Enclosure, Curragharneen, Co. Tipperary
Co. Tipperary |
Enclosures
On a south-facing upland slope in Curragharneen, County Tipperary, there is an ancient circular enclosure that you cannot see by standing on it.
No earthwork rises from the ground, no ditch catches the light at dusk. The only evidence of this structure's existence is a cropmark, visible solely from the air, where the buried remains of whatever once stood here subtly alter the growth of vegetation above them, betraying the outline of a circle to anyone looking down from above.
Cropmarks form when buried archaeology affects the moisture and nutrients available to crops or grass growing overhead. Walls and compacted features tend to stunt growth, while ditches, which retain more soil and water, produce lusher, darker vegetation. From the air, these variations read as ghostly shapes that can mirror the plan of a long-vanished structure with surprising precision. The Curragharneen enclosure was first recorded on the first edition Ordnance Survey six-inch map, which places its documentation at least as far back as the mid-nineteenth century, and its circular form was subsequently confirmed through aerial photography. Circular enclosures of this kind are broadly associated with early medieval settlement in Ireland, often serving as the boundaries of a farmstead or ringfort, though without excavation it is impossible to say more about the specific function or date of this particular example.
For anyone who does make their way to this upland corner of North Tipperary, there is little to reward the eye at ground level. The site registers as a landscape rather than a monument, a south-facing slope unremarkable to a passing walker. The enclosure exists now chiefly as a fact about the place rather than a feature of it.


» WHAT THE EXERCISE ASKS: Please find all lines in the data that hold the string "globales" and copy them.

Dataset rows about figures:

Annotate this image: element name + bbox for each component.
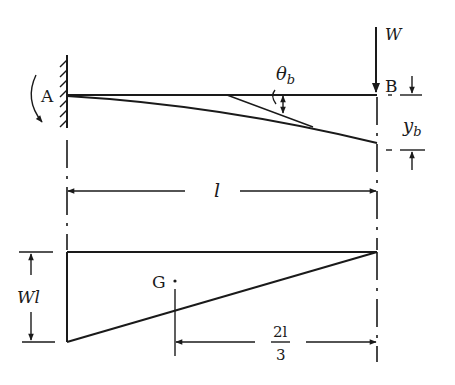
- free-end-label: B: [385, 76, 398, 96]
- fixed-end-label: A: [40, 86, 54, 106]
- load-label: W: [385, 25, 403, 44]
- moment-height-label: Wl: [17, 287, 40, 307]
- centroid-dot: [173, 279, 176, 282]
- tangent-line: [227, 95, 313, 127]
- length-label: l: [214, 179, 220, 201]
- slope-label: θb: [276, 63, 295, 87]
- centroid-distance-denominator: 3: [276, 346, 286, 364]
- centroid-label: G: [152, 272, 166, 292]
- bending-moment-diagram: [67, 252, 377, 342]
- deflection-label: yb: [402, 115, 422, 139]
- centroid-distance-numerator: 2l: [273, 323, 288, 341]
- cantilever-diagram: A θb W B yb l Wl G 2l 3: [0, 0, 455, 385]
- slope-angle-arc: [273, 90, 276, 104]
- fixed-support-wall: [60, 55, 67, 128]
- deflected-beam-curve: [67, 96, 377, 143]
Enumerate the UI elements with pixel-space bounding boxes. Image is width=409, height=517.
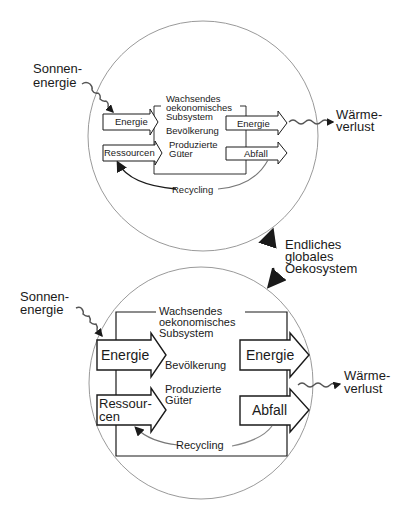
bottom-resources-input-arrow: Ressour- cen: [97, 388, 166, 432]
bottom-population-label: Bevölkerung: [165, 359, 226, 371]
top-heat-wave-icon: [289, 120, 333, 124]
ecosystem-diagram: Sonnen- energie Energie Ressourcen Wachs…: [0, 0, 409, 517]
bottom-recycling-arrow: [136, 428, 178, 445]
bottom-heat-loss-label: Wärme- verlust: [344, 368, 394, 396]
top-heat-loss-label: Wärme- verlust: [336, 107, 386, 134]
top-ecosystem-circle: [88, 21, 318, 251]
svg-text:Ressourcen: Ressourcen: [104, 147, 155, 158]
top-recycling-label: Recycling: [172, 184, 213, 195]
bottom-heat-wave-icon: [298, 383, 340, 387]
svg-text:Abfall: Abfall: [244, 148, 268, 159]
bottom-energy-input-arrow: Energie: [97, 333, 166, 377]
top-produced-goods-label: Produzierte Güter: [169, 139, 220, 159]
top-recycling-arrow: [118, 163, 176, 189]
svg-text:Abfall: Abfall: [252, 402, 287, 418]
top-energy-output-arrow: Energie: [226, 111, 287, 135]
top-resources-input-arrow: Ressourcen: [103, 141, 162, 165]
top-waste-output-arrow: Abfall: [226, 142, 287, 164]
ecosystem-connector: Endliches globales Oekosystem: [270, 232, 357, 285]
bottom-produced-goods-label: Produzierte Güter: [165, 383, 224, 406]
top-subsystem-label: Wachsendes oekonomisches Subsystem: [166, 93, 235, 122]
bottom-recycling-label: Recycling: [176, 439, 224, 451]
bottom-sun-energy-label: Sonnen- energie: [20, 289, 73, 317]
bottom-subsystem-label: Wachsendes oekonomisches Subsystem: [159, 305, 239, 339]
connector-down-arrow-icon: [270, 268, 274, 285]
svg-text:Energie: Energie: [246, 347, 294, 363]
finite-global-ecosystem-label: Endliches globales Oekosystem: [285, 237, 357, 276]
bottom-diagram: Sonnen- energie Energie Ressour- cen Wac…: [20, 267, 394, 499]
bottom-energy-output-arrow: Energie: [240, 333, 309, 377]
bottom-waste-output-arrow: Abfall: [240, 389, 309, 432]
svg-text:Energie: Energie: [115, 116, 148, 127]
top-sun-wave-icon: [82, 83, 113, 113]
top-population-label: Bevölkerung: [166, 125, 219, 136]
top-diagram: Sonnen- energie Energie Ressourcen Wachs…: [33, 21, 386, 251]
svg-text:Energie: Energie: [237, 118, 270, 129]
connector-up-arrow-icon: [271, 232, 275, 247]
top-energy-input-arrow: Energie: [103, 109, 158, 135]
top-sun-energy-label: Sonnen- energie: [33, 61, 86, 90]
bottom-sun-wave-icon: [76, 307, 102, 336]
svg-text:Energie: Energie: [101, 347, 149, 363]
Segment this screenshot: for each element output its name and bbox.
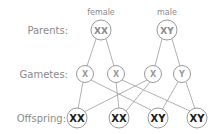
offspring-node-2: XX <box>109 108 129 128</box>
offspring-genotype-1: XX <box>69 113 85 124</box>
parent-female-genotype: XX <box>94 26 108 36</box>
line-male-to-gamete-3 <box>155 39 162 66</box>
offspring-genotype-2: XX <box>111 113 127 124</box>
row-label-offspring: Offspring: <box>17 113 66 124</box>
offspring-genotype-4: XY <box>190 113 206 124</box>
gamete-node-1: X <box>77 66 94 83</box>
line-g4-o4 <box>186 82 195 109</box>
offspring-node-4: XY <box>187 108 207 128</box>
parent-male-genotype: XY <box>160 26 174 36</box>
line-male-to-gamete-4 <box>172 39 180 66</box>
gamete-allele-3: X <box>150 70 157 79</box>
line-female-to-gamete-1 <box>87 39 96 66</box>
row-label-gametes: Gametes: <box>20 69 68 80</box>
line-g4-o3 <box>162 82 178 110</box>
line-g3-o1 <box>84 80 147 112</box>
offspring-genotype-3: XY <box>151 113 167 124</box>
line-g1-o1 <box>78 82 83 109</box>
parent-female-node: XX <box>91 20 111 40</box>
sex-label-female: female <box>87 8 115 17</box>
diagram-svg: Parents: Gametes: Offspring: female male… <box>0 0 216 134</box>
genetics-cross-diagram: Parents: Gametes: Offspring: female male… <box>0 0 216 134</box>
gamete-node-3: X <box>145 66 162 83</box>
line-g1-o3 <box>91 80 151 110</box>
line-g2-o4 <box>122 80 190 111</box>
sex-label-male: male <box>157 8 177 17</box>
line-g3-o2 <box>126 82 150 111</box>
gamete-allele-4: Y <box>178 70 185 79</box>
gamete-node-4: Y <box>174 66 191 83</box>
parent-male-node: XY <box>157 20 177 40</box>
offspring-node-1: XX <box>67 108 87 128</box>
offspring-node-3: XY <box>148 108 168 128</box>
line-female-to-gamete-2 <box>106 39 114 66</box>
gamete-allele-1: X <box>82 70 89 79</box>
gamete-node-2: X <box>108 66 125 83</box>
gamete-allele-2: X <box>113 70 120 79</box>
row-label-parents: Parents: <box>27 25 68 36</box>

» WRITTEN ANSWER:
ecosystem-connector: Endliches globales Oekosystem: [270, 232, 357, 285]
finite-global-ecosystem-label: Endliches globales Oekosystem: [285, 237, 357, 276]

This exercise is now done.